Fine linen, bright and clean,
was given her to wear.”
(Fine linen stands for the righteous acts of God’s holy people.)

And that bride will be composed of so many different people: people from China and New Zealand and Nigeria and Iceland, to name a few places. What a day that will be.

http://www.christianitytoday.com/women/2013/august/how-seeker-sensitive-consumer-church-is-failing-generation.html?paging=off
http://www.telegraph.co.uk/news/worldnews/asia/china/10776023/China-on-course-to-become-worlds-most-Christian-nation-within-15-years.html

[1454 words]

4 Replies to “The Church, East and West”

  1. We can only keep praying that those who have turned their backs, will remember what they turned their backs on, and turn again. For those who lead others to turn their backs, we should pray even more.
    Yeah to Chinese Christians, you guys may soon become missionaries here.

  2. Thanks, Bill, for this very helpful assessment. On first reading of the Chinese statistics, I asked myself, ‘How is it possible to come to any approximation of numbers of Christians when the church is largely underground?’

    I’ve taken a look at the Pew Research project on ‘Regional distribution of Christians’ and the ‘estimated 2010 Christian population’ of 67 million (Protestant & Roman Catholic) – of all ages, including children – in China. Of this figure, 9 million are RCC and 58 million Protestant.

    I did look at the research methodology for China and the estimates seem to be based on reasonable sociological analysis that Pew Research states has been well received by scholars at scientific meetings.

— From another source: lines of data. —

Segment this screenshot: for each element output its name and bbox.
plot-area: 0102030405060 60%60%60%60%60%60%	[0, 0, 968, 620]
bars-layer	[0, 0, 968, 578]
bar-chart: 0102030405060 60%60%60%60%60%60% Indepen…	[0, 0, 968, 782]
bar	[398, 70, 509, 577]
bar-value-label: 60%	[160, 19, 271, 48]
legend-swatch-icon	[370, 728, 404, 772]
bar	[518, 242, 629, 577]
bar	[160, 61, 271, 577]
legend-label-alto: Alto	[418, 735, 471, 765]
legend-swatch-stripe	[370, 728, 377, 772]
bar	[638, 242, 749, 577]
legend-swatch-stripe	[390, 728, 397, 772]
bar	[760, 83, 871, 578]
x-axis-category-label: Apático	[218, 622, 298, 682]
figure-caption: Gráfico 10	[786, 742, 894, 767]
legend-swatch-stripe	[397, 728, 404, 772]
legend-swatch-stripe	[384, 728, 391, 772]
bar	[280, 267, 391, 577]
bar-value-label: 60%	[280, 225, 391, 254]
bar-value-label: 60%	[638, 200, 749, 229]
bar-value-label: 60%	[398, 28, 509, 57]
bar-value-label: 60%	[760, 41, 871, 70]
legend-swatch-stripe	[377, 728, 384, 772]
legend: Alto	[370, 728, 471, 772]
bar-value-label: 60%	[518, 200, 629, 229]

    However, it is an ‘estimate’ and not a definitive number.

    Spencer

    http://www.pewforum.org/2011/12/19/global-christianity-regions/
    Research methodology: http://www.pewforum.org/files/2011/12/ChristianityAppendixC.pdf

  3. Oh Bill, that was lovely. I shared the article with some prayerful friends. Thanks for giving us a ‘prayer topic’.

  4. In Revelations in the message to the church of Smyrna it clearly states that those of the synagogue of Satan will be killed. It does not say that the true descendants of Israel the man to whom the land was promised will be killed. Possibly just those who adopted the Jude-an religion more for convenience, greed and usury.
    If we look at the world and the imbalance in wealth going mostly to less than 2% of the population we must see that this cannot go on forever while so many are starving and living in abject poverty. Truly there must either be a war or a revolution to rectify it, but as the Bible says Satan will still rear his head once again for a sort while.
    In my view for every million dollars paid to CEO’s we lose at least twenty fairly well paid jobs. Like pyramid selling they are sucking up the wealth from the lower layers in the narcissistic view that they actually deserve it yet pay no recompense for their failures. The banking system operates on a very similar principle and actually brags about their profits that can only come from robbing the poor to feed the rich methodology.
    Putin’s Russia is becoming more of a Christian Nation every day. Couple that to the closer ties with China and we can see that we easily have the army of 200 million which comes from the kings of the east. Not only that but other smaller nations closer to China are voluntarily drifting more into its alignment.
    China itself has improved its transport systems (specifically rail) especially through Tibet and highways are being built across neighboring countries.
    As a last point it must be remembered that that once great river the Euphrates and possibly the Tigris can be dried up any time Turkey Chooses.
    And of course Russia has reclaimed the Crimea so it can guard its port and the naval presence it has in that area.
    Slowly the dots are being joined together. But there are none so blind as those that cannot see its coming.